Senate debates

Thursday, 18 June 2015

Committees

Wind Turbines Select Committee; Report

4:18 pm

Photo of Larissa WatersLarissa Waters (Queensland, Australian Greens) Share this | Hansard source

I rise to reassure anyone who might be listening who is perhaps feeling unwell because they are told that wind farms make them sick that they need not worry; there is no evidence anywhere on the globe that wind farms are damaging to human health—not by the NHMRC, not anywhere in the world. In fact, what we do know is that there is harm because people are told they should be worried about wind farms. This is the problem. We have a government that cuts funding to actual scientists, including the CSIRO and the NHMRC, slashes public servants who are meant to be looking after these sorts of things and now is being asked by the crossbench to establish a whole lot of new quack bodies to look into fake science. What an absolute tragedy. But the government, of course, will be loving this. Its objective, as we know, is to slash clean energy, and unfortunately it has done that by roping in the Labor Party to agree to a deal to cut the clean energy target.

And, as was revealed today in correspondence between the minister and the crossbench that linked in to recommendations of this particular wind farms inquiry, they now have a deal with the crossbench to undermine wind farms and wind energy, and to burn native forest. The government will be laughing all the way to the dirty coal bank on this one. They have succeeded in undermining clean energy. They have succeeded in burning native forest and throwing that lifeline to the native forest logging industry, which the rest of the world had walked away from, given that no-one wants woodchips from habitat. And now, of course, they are succeeding in undermining what little investor confidence there was left in wind—in clean energy generated from wind.

Of course, the huge irony here is that this government purport to be on a red-tape reduction program; yet today, in that draft correspondence on Minister Hunt's letterhead, they have agreed with the list of crossbench requirements for additional red tape on wind—baseless and completely unneeded, nonetheless red tape, to use their language—the irony that some red tape is good and some red tape is bad. Of course, the other irony is that this government want to give away environmental approval responsibilities under our actual environmental laws down to state governments. Here, thanks to the pressure from the crossbench to do the deal so that they can burn forests, they are wanting to take a state responsibility and intervene in wind farm regulation in town planning. This government know no bounds in terms of hypocrisy.

If it was genuinely concerned about the health impacts of energy generation, the government would look at the health impacts of coal. For heaven's sake, we had the Morwell fires where actual damage was done to people's health. We have coal dust with those tiny particulates that cause all sorts of respiratory problems for people. We know that coal is incredibly damaging for people's health—heart disease rates are increased, cancer rates are increased. We know that coal is worsening and, in fact, driving climate change with all of its associated health impacts. So if you are really worried about the health impacts of energy generation, where is the coalmine commissioner? Why do we have a wind farm commissioner rather than a coalmine commissioner to look at the health impacts of what is genuinely a damaging fossil fuel, damaging not only to human health but also to the environment? Unfortunately, this is just more of what can be expected from the government's tinfoil hat brigade. They do not understand climate science, they do not really like science at all and they are desperate to fall over themselves to do any deal they can that will see clean energy production in this nation. There is not a single other nation that is going backwards on climate ambition, yet this parliament has cut the carbon price and it is now seeking to cut the renewable energy target.

It is doing so because it has got a dirty deal with the crossbench, who are really concerned about wind. They need not be. I feel for them and I am sorry that they have been duped by the fake science, but there is no need for people to be concerned. Wind power is not damaging to health. It is part of the climate solution. It is in fact an industry that has the potential to generate thousands of jobs and billions of investment dollars. This is part of the clean energy mix of the future. It is not some bogeyman. If you are concerned about health impacts, look at coal.

This government has succeeded from low to go to create the uncertainty that it always wanted to create. It opened the door to negotiations with the Labor Party. Unfortunately, the Labor Party came to the table and let them cloak it in some legitimacy. Now, we hear that the Prime Minister is not happy just to cut the renewable energy target down to 33 gigawatt hours. He wants to go further. He has admitted that he wished there was never a renewable energy target in the first place, he wished that John Howard had never done that and he wanted to reduce it even further but it was all he could get through the Senate.

We are seeing what he can get through the crossbench today with this junk science that is scaring people about the impacts of wind power. We absolutely condemn this interim report.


WHAT TO WORK ON: Copy each line of the records that contains the word "icon".

DATASET EXCERPTS:
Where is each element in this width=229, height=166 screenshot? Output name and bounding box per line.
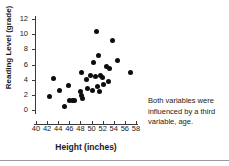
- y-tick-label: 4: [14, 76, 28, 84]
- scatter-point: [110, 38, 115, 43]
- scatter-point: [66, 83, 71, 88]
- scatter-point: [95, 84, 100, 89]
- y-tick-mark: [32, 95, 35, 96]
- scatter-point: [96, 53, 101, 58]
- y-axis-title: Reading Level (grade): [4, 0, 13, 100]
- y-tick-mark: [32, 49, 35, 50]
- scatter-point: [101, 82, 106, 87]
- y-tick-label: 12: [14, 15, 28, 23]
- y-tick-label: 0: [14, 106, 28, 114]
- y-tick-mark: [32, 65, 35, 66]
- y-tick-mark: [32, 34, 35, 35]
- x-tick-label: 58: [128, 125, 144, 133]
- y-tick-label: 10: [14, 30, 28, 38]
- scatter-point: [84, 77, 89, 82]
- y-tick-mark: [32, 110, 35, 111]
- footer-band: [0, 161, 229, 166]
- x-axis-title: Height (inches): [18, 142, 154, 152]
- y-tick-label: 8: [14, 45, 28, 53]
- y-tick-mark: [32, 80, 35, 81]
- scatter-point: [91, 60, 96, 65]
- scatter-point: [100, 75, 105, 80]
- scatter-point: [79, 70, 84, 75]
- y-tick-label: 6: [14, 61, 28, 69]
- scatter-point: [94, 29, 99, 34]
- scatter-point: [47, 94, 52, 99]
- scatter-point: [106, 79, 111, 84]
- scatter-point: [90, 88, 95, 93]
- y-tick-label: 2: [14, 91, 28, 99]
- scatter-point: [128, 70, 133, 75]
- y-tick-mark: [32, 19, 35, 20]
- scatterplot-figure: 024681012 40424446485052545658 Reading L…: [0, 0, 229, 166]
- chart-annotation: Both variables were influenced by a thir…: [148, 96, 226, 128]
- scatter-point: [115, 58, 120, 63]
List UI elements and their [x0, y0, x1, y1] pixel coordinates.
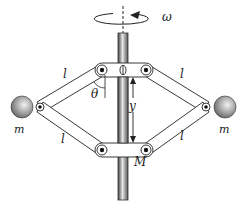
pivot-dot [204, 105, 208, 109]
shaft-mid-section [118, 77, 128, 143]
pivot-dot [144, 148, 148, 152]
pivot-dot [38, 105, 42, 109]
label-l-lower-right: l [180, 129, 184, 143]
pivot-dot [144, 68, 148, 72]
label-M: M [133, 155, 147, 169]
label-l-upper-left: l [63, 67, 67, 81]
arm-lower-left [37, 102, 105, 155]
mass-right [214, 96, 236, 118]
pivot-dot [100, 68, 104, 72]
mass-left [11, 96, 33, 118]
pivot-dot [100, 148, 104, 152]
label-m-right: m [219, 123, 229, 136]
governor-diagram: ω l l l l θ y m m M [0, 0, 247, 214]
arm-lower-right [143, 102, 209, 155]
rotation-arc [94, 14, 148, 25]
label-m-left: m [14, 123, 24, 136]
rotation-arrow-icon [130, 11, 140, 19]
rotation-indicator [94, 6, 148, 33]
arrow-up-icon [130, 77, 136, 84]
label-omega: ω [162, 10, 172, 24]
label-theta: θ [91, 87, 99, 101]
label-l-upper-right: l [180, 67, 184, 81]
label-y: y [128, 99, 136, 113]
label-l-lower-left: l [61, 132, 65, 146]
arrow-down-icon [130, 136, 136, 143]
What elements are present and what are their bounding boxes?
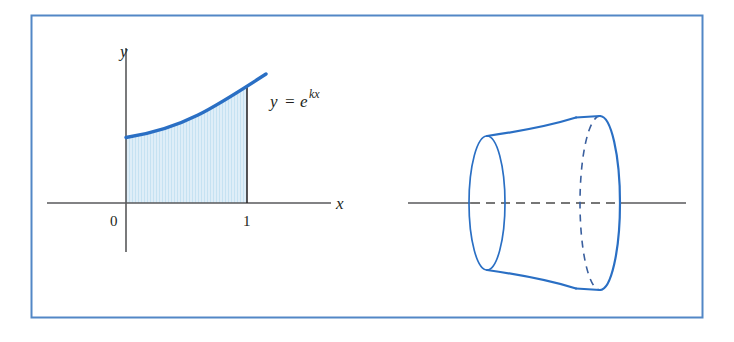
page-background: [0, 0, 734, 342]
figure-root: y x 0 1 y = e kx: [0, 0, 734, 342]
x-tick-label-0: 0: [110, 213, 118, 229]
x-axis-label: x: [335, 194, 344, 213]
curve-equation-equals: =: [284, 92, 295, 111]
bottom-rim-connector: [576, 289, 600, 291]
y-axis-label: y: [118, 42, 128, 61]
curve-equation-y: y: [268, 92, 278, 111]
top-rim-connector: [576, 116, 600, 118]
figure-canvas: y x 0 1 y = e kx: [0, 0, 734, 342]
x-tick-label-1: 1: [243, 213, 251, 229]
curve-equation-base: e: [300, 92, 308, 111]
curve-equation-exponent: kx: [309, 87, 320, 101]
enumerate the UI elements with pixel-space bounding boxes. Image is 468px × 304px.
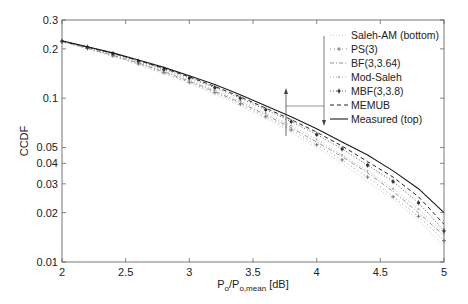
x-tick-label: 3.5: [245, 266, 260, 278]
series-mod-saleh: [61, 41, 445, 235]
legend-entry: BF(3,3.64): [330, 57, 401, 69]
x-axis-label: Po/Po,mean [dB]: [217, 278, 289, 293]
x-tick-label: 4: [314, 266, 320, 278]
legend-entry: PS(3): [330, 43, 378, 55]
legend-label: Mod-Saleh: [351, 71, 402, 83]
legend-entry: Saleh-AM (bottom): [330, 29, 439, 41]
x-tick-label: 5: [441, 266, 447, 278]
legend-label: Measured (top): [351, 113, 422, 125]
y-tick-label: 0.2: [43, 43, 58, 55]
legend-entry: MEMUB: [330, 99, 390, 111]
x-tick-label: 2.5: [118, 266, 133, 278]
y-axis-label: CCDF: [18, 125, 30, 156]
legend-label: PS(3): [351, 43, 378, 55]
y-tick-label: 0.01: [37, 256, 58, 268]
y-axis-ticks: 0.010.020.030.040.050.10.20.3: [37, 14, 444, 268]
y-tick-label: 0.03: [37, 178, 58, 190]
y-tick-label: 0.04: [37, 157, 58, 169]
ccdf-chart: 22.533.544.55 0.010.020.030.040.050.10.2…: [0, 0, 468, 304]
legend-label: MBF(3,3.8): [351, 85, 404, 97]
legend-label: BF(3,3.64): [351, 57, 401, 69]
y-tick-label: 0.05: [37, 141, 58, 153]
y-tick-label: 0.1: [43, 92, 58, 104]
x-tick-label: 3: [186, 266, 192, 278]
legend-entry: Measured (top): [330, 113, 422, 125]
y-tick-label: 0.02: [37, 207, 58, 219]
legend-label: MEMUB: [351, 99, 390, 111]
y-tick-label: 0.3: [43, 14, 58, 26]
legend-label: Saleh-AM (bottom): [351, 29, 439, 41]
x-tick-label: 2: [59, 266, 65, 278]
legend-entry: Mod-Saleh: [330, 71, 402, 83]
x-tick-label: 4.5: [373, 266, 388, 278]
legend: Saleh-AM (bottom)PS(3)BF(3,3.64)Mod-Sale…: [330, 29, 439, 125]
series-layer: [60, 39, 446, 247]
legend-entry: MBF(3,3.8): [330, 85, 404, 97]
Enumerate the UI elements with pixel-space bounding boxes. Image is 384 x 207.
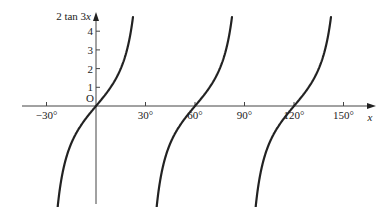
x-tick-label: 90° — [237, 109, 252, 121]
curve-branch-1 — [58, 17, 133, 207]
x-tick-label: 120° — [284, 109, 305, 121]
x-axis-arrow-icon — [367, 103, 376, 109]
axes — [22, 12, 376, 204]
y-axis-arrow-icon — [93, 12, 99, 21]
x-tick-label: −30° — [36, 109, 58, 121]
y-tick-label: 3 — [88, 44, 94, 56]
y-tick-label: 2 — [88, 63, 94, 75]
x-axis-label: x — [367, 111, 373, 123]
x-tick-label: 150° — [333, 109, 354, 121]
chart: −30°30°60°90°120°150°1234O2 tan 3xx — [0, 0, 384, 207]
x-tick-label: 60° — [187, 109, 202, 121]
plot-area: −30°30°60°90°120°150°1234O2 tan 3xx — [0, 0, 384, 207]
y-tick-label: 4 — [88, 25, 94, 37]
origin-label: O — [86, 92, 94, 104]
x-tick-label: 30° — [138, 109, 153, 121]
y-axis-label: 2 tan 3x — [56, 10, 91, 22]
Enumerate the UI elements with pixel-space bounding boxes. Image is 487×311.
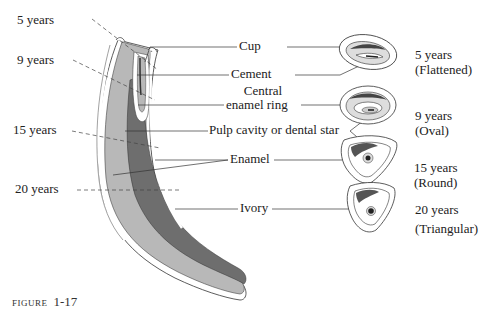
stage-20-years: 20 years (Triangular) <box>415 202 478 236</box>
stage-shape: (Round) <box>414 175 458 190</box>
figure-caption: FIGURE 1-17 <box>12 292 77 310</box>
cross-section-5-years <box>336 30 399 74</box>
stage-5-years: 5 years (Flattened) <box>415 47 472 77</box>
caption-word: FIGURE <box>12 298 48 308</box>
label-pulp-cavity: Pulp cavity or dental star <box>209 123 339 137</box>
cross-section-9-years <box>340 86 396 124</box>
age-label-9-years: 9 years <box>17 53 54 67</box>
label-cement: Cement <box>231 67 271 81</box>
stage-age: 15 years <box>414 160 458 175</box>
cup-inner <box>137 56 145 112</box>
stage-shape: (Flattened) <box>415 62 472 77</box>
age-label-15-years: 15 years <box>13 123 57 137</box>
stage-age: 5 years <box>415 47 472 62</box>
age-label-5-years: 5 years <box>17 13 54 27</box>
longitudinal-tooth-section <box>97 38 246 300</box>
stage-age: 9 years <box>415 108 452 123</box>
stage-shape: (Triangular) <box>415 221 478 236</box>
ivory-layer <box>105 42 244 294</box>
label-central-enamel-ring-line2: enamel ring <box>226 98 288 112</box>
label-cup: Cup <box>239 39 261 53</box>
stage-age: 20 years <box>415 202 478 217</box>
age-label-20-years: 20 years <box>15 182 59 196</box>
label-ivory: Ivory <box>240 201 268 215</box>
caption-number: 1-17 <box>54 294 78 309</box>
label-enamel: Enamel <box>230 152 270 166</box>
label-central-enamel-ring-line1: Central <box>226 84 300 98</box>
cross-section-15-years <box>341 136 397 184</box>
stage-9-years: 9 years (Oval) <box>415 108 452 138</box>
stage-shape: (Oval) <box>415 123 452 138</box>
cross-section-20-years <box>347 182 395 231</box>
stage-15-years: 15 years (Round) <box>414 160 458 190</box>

---

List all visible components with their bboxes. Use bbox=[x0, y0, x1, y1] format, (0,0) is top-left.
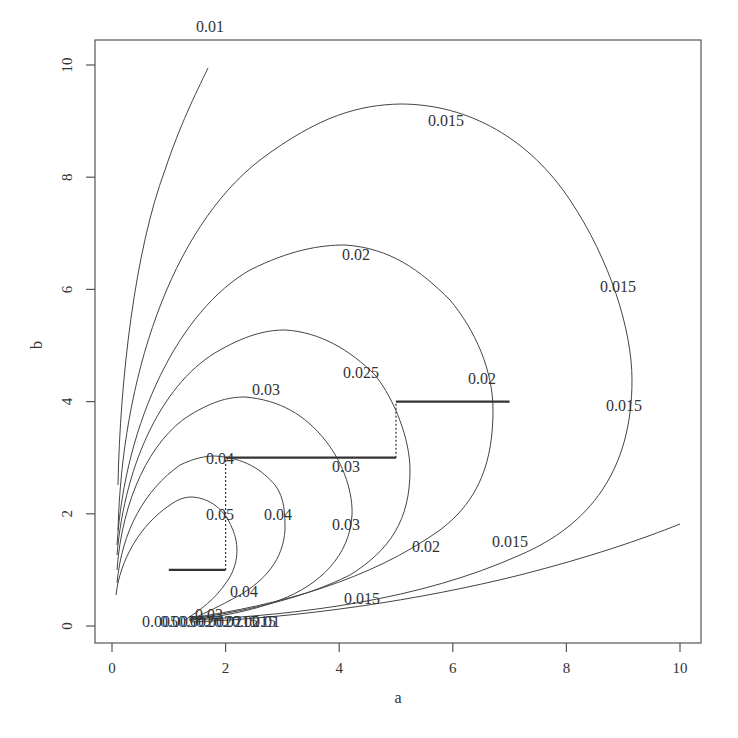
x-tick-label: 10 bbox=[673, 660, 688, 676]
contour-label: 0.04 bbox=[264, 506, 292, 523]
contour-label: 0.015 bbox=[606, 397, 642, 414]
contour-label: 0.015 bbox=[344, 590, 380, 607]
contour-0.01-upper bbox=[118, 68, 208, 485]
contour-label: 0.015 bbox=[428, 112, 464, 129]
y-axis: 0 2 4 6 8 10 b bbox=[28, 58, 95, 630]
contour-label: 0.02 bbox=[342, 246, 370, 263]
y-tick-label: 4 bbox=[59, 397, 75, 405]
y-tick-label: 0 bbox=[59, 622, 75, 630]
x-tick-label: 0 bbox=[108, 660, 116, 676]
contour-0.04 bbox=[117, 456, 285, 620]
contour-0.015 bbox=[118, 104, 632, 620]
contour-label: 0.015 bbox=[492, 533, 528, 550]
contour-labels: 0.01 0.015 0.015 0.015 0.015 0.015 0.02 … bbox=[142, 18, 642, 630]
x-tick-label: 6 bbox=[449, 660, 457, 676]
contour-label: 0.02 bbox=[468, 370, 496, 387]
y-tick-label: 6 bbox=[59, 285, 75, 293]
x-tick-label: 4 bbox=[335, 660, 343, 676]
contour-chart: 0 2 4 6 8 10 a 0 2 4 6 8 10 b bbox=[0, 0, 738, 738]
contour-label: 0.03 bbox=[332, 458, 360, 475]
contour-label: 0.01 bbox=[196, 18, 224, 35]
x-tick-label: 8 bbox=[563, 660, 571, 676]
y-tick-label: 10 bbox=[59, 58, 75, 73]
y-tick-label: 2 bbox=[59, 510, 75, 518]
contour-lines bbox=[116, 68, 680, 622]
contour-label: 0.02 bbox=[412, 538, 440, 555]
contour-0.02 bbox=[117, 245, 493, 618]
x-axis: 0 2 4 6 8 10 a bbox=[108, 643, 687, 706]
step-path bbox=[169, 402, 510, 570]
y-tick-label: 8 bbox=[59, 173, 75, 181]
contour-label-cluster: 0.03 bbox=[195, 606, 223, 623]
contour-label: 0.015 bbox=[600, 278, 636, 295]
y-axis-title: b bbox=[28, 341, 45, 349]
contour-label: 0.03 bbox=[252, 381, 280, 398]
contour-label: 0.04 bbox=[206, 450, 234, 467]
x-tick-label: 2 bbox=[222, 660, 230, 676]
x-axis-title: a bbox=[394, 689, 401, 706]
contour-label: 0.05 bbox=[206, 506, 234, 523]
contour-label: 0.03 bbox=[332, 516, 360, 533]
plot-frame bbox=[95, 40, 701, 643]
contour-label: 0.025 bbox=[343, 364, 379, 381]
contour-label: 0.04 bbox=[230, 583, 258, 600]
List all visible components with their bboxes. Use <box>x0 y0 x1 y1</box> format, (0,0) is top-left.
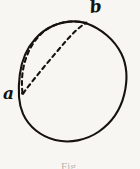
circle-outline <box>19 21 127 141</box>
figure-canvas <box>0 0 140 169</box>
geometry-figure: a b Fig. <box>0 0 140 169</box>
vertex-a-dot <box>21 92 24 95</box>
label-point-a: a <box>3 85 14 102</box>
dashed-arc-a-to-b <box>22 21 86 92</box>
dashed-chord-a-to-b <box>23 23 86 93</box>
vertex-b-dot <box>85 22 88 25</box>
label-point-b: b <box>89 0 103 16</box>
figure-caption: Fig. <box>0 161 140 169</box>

...

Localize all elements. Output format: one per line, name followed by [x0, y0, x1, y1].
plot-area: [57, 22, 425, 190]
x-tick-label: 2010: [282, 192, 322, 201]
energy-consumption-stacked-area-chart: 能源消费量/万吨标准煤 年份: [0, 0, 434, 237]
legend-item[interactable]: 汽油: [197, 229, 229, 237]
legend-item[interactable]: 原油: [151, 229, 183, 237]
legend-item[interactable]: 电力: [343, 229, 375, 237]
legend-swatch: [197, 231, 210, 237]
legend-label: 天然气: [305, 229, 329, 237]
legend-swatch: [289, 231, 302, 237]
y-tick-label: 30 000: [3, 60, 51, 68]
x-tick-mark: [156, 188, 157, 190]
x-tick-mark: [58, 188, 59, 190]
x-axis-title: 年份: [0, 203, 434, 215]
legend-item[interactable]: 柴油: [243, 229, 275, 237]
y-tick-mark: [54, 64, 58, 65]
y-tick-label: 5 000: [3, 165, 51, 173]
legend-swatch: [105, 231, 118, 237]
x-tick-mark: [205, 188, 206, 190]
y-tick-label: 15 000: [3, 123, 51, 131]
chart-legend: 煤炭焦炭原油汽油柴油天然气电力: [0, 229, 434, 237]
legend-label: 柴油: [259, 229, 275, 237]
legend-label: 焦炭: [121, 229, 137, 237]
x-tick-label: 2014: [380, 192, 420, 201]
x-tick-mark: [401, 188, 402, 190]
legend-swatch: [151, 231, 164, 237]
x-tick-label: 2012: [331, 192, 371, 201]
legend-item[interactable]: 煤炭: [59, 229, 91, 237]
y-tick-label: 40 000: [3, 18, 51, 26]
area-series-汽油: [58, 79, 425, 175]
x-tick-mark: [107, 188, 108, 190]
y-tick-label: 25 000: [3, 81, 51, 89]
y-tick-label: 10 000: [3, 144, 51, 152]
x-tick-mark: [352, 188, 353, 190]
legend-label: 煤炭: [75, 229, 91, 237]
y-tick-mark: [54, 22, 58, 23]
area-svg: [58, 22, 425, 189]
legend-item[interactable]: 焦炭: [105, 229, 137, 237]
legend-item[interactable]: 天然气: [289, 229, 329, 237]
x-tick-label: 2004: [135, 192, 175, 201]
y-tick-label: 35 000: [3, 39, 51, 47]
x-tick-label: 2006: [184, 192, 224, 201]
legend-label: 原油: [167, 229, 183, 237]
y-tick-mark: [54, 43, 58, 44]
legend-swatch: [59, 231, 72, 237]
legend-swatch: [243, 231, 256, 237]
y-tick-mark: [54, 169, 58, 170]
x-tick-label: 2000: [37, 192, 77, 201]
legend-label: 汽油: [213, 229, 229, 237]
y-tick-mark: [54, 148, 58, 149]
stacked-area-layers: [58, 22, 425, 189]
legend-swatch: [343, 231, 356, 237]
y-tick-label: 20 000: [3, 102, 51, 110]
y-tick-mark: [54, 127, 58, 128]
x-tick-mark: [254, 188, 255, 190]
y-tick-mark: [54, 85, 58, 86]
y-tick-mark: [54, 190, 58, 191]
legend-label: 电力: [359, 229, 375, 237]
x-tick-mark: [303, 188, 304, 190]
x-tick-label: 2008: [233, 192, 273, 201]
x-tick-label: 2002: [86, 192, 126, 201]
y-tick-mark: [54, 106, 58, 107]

ANSWER BOX:
rotation-arrow-icon [130, 11, 140, 19]
arrow-up-icon [130, 77, 136, 84]
arrow-down-icon [130, 136, 136, 143]
x-axis-arrow-icon — [367, 103, 376, 109]
y-axis-arrow-icon — [93, 12, 99, 21]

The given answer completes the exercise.